About this blog

This is my secondary, extremely-seldomly updated blog about music.

Saturday, May 28, 2011

Battle of the Bands: Swedish vs. Finnish Melodeath.

In the past year, I've really come to enjoy melodic death metal. It's riddled with paradoxes. Musically, it's beautiful, yet crushingly heavy--like power metal, but more "power"ful. Heh. Unlike garden-variety death metal, it pioneers the art of the awesome guitar solo, pumping out compositions that can rival those of classic metal. Lyrically, it tends to be fascinating, from introspection on the human condition to fantasy/mythology to epic fishing to Wintersun. Arguably an improvement over the cheesiness power metal can aspire to, and certainly over ultra-gory death metal lyrics that could have been penned by a disturbed twelve-year-old boy.

Melodic death metal (MDM) bands hail from all over the world--Anterior in the UK, Eluveitie in Switzerland, Nightrage from Greece, or Universum from Australia. I actually don't have any from America, though apparently they exist. But undoubtedly the throne of melodic death metal is Scandanavia--specifically Sweden and Finland (Norway tends more towards black metal). Which takes me to a quick history lesson.
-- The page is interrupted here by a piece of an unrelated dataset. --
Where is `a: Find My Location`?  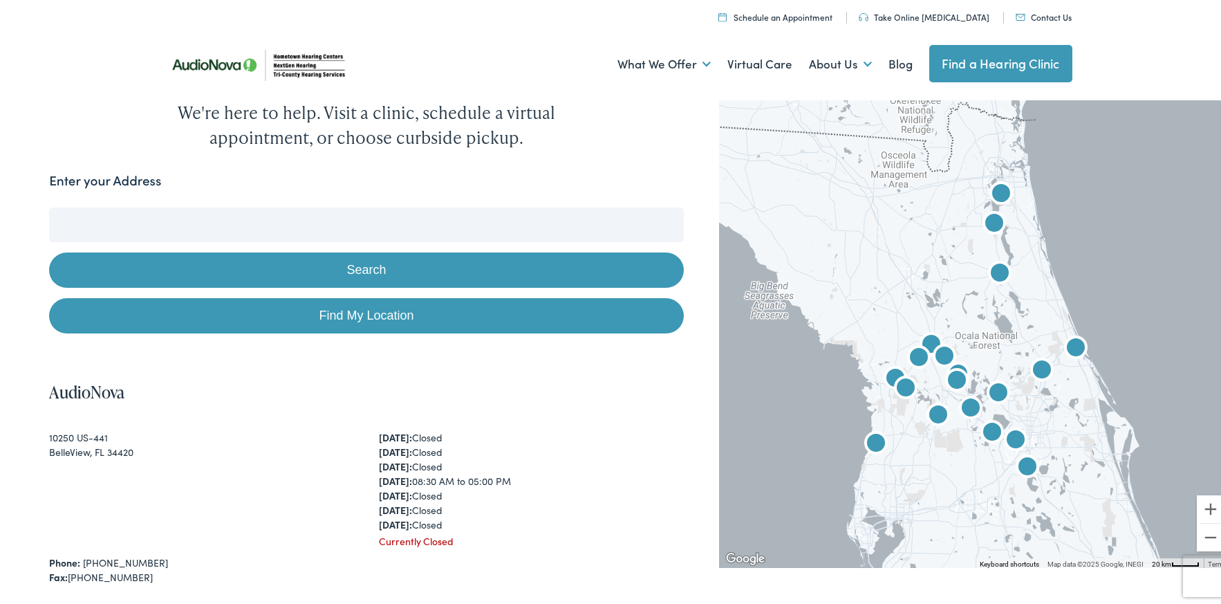
a: Find My Location is located at coordinates (366, 312).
MDM got started in the mid 1990s in Sweden. The new trend of death metal had caught on there with bands like Carnage, Dismember, and Unleashed--you can tell they were pretty typical death metal fare just from the names. Then something new happened. In 1995-96, In Flames, At the Gates, and Dark Tranquillity all released landmark albums that changed the face of death metal. They dropped the gore-obsessed lyrics of their forebears and changed their sound from death metal's earlier extreme thrashiness to something more akin to the New Wave of British Heavy Metal of 15 years earlier. This became known as the "Gothenburg sound" (after the bands' hometown) and quickly became a successful and popular (for death metal) side genre.
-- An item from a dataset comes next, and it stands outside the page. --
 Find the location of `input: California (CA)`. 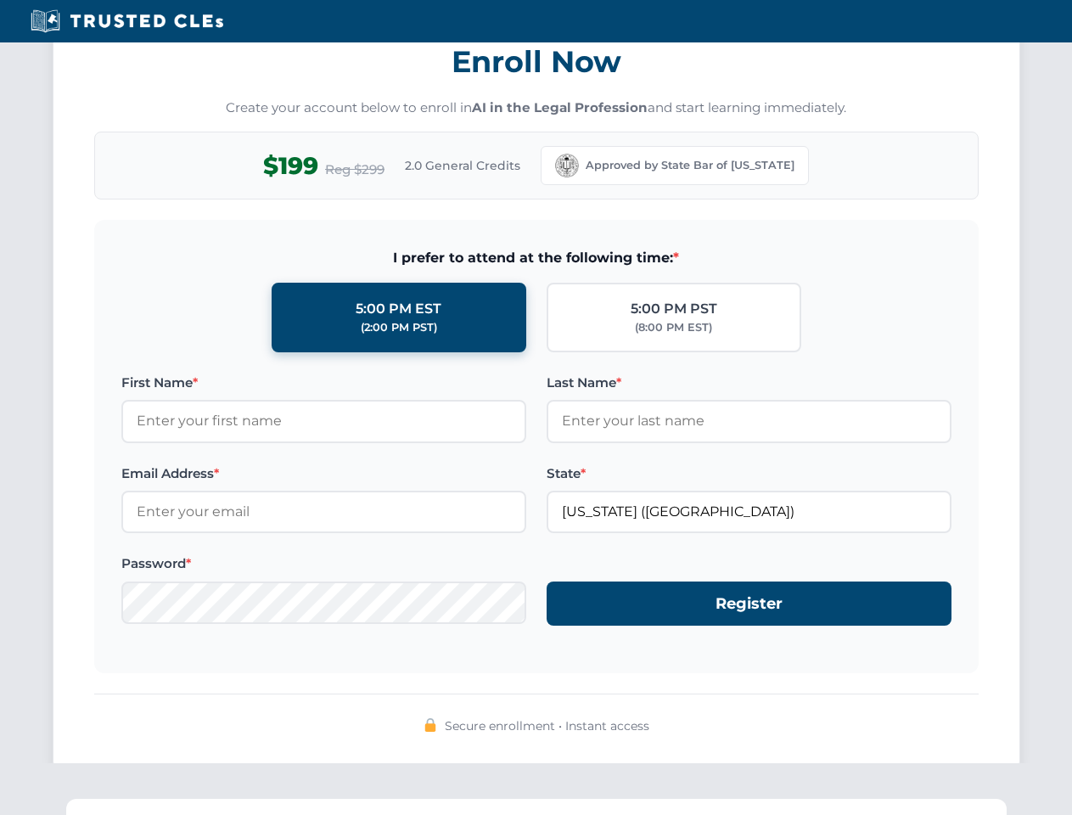

input: California (CA) is located at coordinates (749, 512).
This, then, is the Gothenburg sound. Interweaving twin-guitar melodies, brutal-yet-catchy riffs, amazing guitar solos, and often a mixture of clean vocals along with the usual "cookie monster" style. To me, no band has embodied it better than In Flames. (Their earlier albums; they're tending more toward alternative metal nowadays, but it's still good) Other exemplars include the similar Soilwork, Viking band Amon Amarth, or the rather interesting Scar Symmetry. I highly recommend all of those bands.

Before long, MDM had the world's attention--and nowhere more so than Sweden's neighbor Finland. Before long they had hacked out a sizeable place in the growing scene, with usual Finnish style. (i.e. lots of keyboards) Its influence comes through in several ways. Some bands are as heavy as ever but have a keyboard-tinged sound like Kalmah. Others like Mors Principium Est let it share the melody line. I've already written about Wintersun's masterful use of keyboards to create beautiful, atmospheric music. (Skip to the last minute of that song to see) The result can sometimes sound a lot like angrier power metal with extreme vocals. (Not that it's a bad thing)

Extreme metal has gained a bad rap as a haven for violence and Satanism--understandable, as the music that helped define it was largely about these things. But as just about every genre--punk, grunge, and rock itself--inevitably outgrows the scene of its birth, so death metal has advanced far beyond its origins. I think extreme music tends to attract extreme-minded, creative people, which helps make it a rewarding genre to explore (carefully, of course). I hope your interested has been piqued.